Chamber Music Concert
Filharmonia Narodowa, Chamber Music Hall (Warszawa)
Vision String Quartet, photo: Harald Hoffmann Accustomed to the most canonical output by avant-garde composers, we sometimes react with amazement to their youthful works, which often attest to their perfect mastery of the principles of composition with which they were about to dramatically break. Such is undoubtedly the case with Langsamer Satz, a work without opus number for string quartet by Anton Webern. According to the critics, this lyrically atmospheric work, in the spirit of late romanticism, conveys the mood of the mountain trek on which the composer supposedly fell in love with his cousin and future wife, Wilhelmina Mörtl.
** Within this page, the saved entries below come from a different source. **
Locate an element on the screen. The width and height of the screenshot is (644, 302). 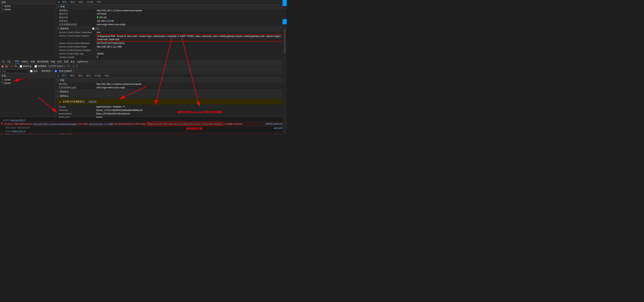
warning-text: 当前显示的是预配标头。 is located at coordinates (74, 102).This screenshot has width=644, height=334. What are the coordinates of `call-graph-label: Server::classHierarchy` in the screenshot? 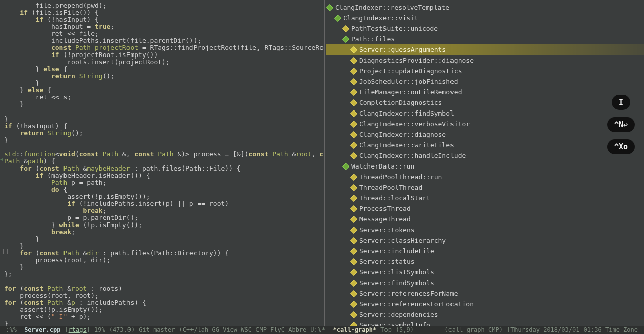 It's located at (403, 240).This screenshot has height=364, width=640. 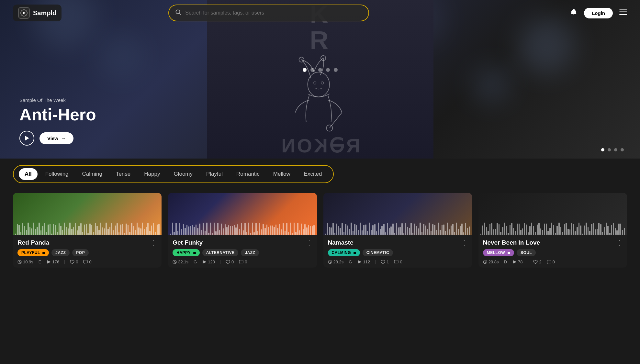 I want to click on hero-overlay: Sample Of The Week Anti-Hero View →, so click(x=58, y=128). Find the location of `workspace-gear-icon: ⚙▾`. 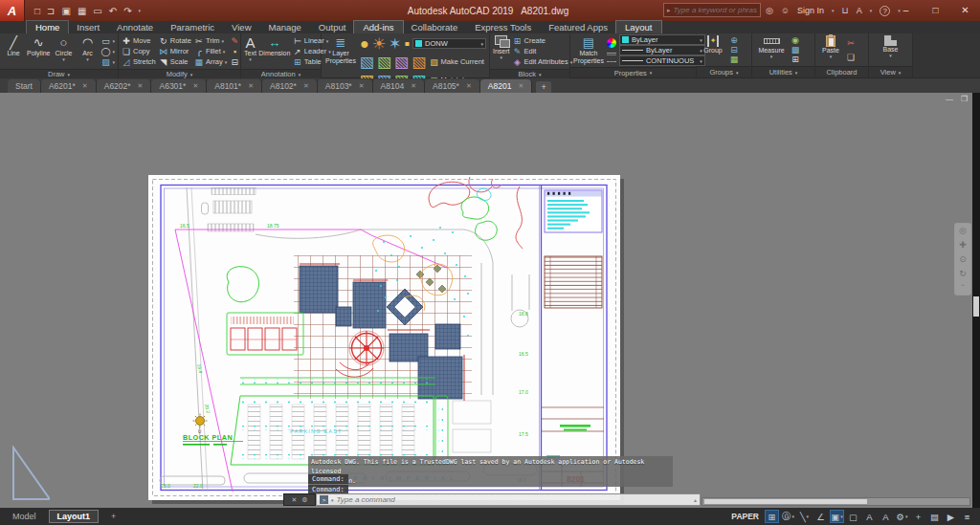

workspace-gear-icon: ⚙▾ is located at coordinates (902, 516).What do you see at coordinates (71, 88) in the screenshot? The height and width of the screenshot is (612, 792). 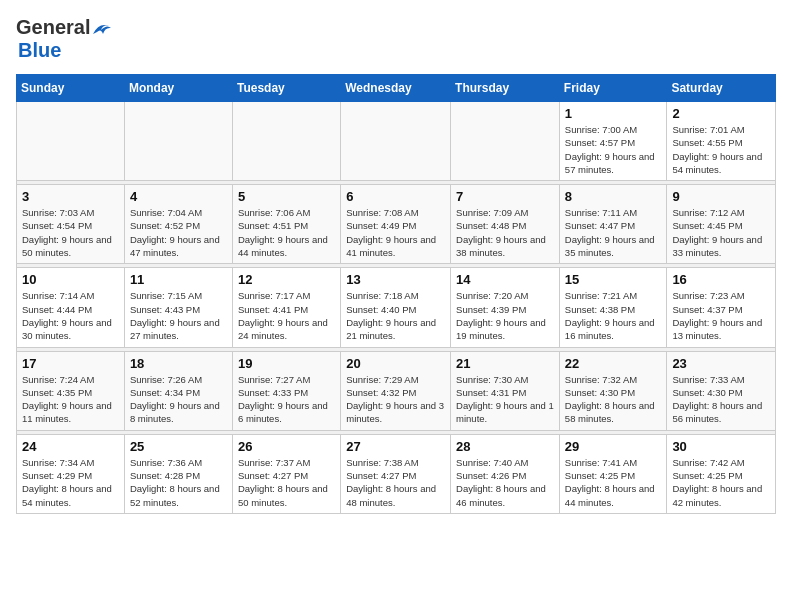 I see `col-header-sunday: Sunday` at bounding box center [71, 88].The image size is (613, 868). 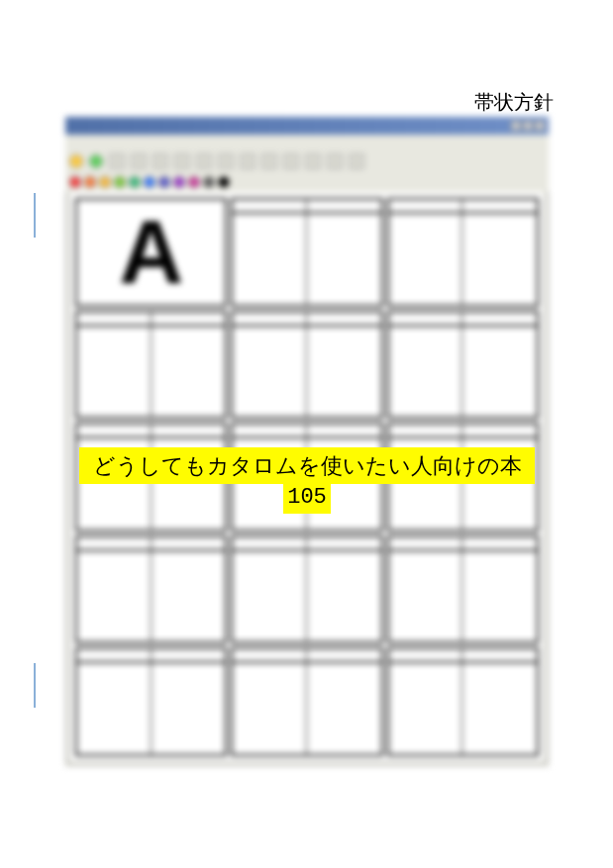 What do you see at coordinates (151, 252) in the screenshot?
I see `grid-cell-featured: A` at bounding box center [151, 252].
Enchanted by the aura of Paris, Grażyna Bacewicz returned from her second stay in the French capital having composed there her String Quartet No. 3. This work is characterised by passionate vitality and a wealth of development techniques in the outer movements and a bold departure from the tonal path in the slow movement. Before Johannes Brahms considered any of his string quartets suitable for public consumption, he apparently destroyed some 20 youthful essays in the genre. His admiration for Ludwig van Beethoven’s quartets bordered on a paralysing creative phobia. The Quartet in C minor from Op. 51, sent to his publisher after years of work and revision, turned out to be one of the most groundbreaking works in his oeuvre. Even if it does contain discernible elements of the Beethovenian spirit, Brahms managed to keep a rein on them.